Air Force’s procurement prototype avoids ‘shoehorning’ IT acquisition

The Air Force is pushing out a prototype for IT acquisition that connects vendors with end users. It's part of the overarching Joint Information Environment (JI...

How is the Air Force’s information technology like a B-21 bomber?

The two will stay far apart — at least in terms of acquisition — if the service has its way.

Lt. Gen. Bill Bender, the Air Force’s chief of information dominance and chief information officer, says he is pushing out a procurement process prototype that will recognize IT for what it really is: different.

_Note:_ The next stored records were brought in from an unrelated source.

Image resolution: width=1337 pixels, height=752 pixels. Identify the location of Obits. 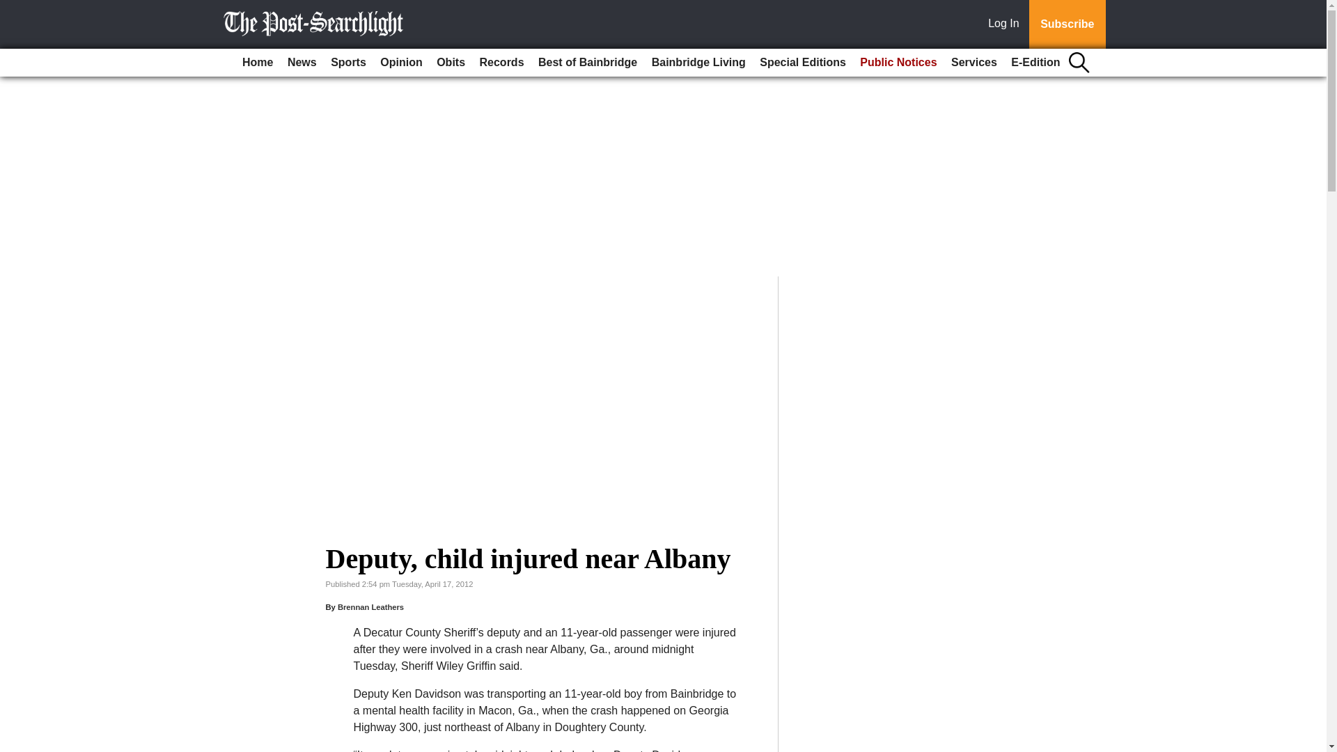
(450, 63).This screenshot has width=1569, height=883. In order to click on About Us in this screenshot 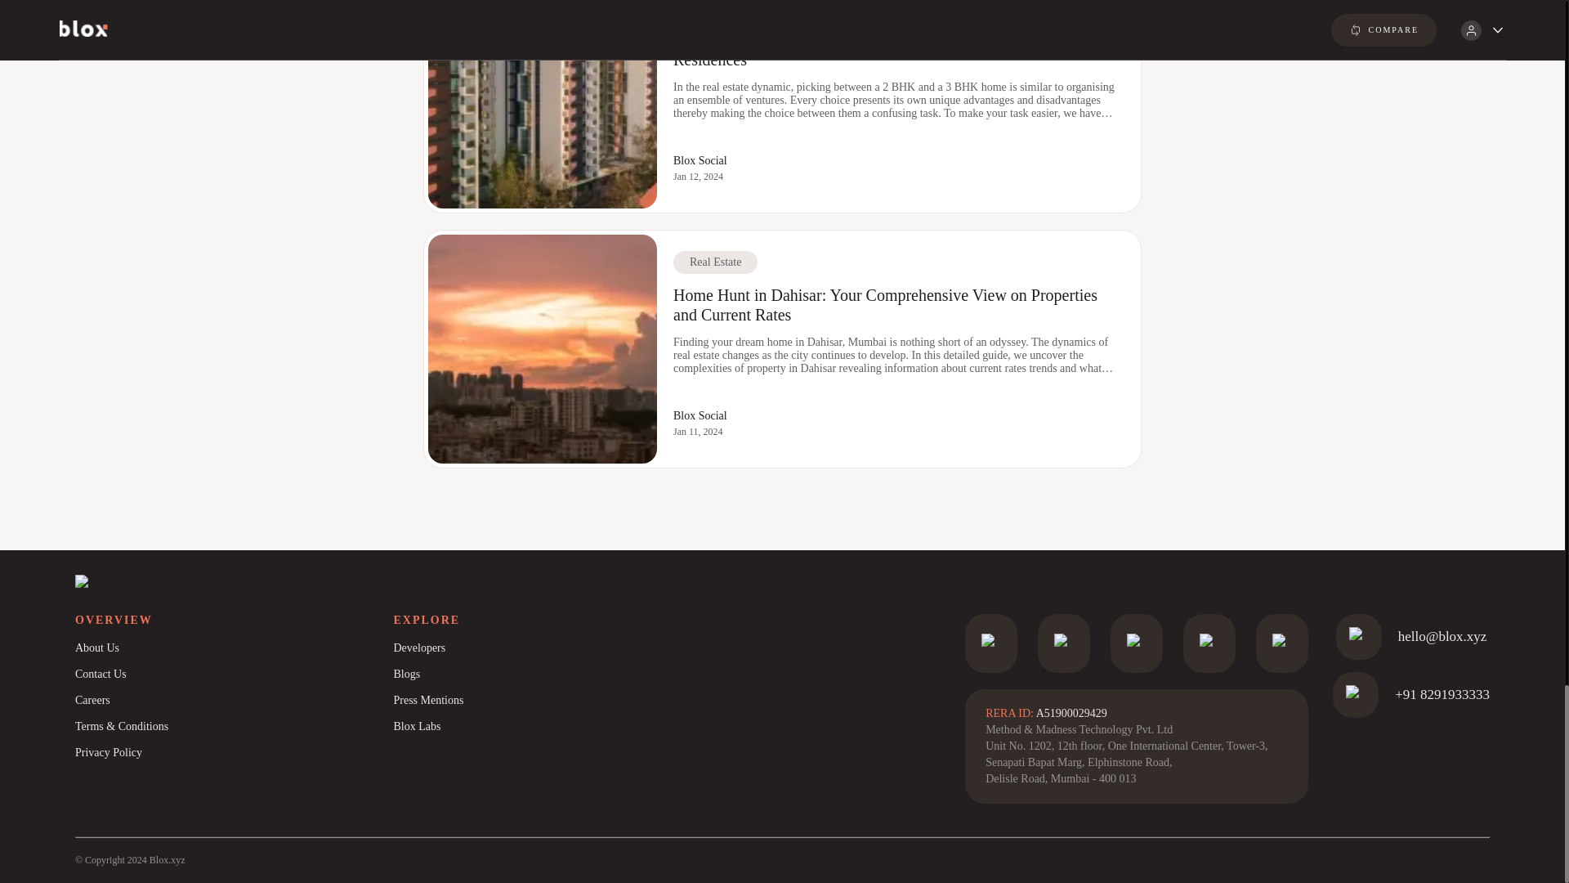, I will do `click(234, 647)`.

“What we have to do is instantiate a process end to end, that ends up in a program office with sustainment, but break down all the barriers that come with ‘this is a weapons systems enabling capability as opposed to a major acquisition development,'” Bender told an audience at the Nov. 3 SINET showcase in Washington, D.C. “Buying a toolset for your network is different than building out a carrier or a B-21 in the case of the Air Force.”

Bender told Federal News Radio it was a learn-as-you-go effort to connect vendors with end users, and the hope was “to design a process that actually works, rather than trying to shoehorn everything into a process that doesn’t work.”

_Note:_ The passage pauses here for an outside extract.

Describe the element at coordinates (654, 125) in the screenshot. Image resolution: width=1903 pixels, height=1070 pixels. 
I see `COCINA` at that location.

Earlier in the week Bender said this new  process does have support, but the hardest sell was with the service’s acquisition office.

What he heard was there doesn’t need to be another process, or it’s already being done, Bender said at a Nov. 1 Defense Systems Summit “JIE and the New Military Landscape” event, held in Pentagon City, Virginia.

“I’m like, if we already did we wouldn’t be having this conversation,” Bender said. “That was the past, now we’re to the point where we’re actually ready to turn this framework …  into a process and move out from there.”

Bender said the prototyping is expected to take 2 or 3 years, and will include collaborative partnerships across the Air Force.

A game changer

This new acquisition approach is part of the Air Force’s overall move into the Joint Information Environment (JIE), a four-year-old unification effort and security improvement for the Defense Department’s roughly 15,000 IT networks.

A key part of JIE is the implementation of the Joint Regional Security Stacks (JRSS), the DoD’s multi-year migration to a shared cybersecurity system.

“The first thing to understand is that JIE is a concept, not a program of record,” Bender said at the SINET showcase. “There’s a whole host of initiatives that support this vision to the future of a single security architecture. The irony of ironies here is that that’s how we fight, and have for a long time. The underpinnings of the strength of our military is the ability to jointly address would-be adversaries, so now we’re going to have the supporting infrastructure and architecture in our IT systems, to actually support that.”

John Bergin, business technology officer for the DoD CIO, said during the showcase that while JIE was a concept, getting to that concept required JRSS.

“The JRSS is the functional ‘how you do the transit,'” Bergin said, adding that JRSS would also be a benefit to small businesses.

“We now have an on-ramp that’s a shared on-ramp for industry to come and engage with us,” Bergin said. “We have a playbook that you can say if I want to integrate and add value in the cyber realm, I know what I’m going to plug into, I know what to expect across the board. So where you used to have to engage at a base camp, post-station level and really have that sales force everywhere, the smaller companies now have an on-ramp to engage with us and we’re really excited about that.”

Lt. Gen. Robert Ferrell, the Army’s chief information officer, said the move to JRSS reduces the Army’s attack surface.

The Army’s non-joint stack environment means the service has more than 1,200 “back doors” into its network.

“Imagine taking out those back doors and replacing it with a joint stack, which will allow each of the services to communicate through,” Ferrell said. “It’s a good game changer for all of us.”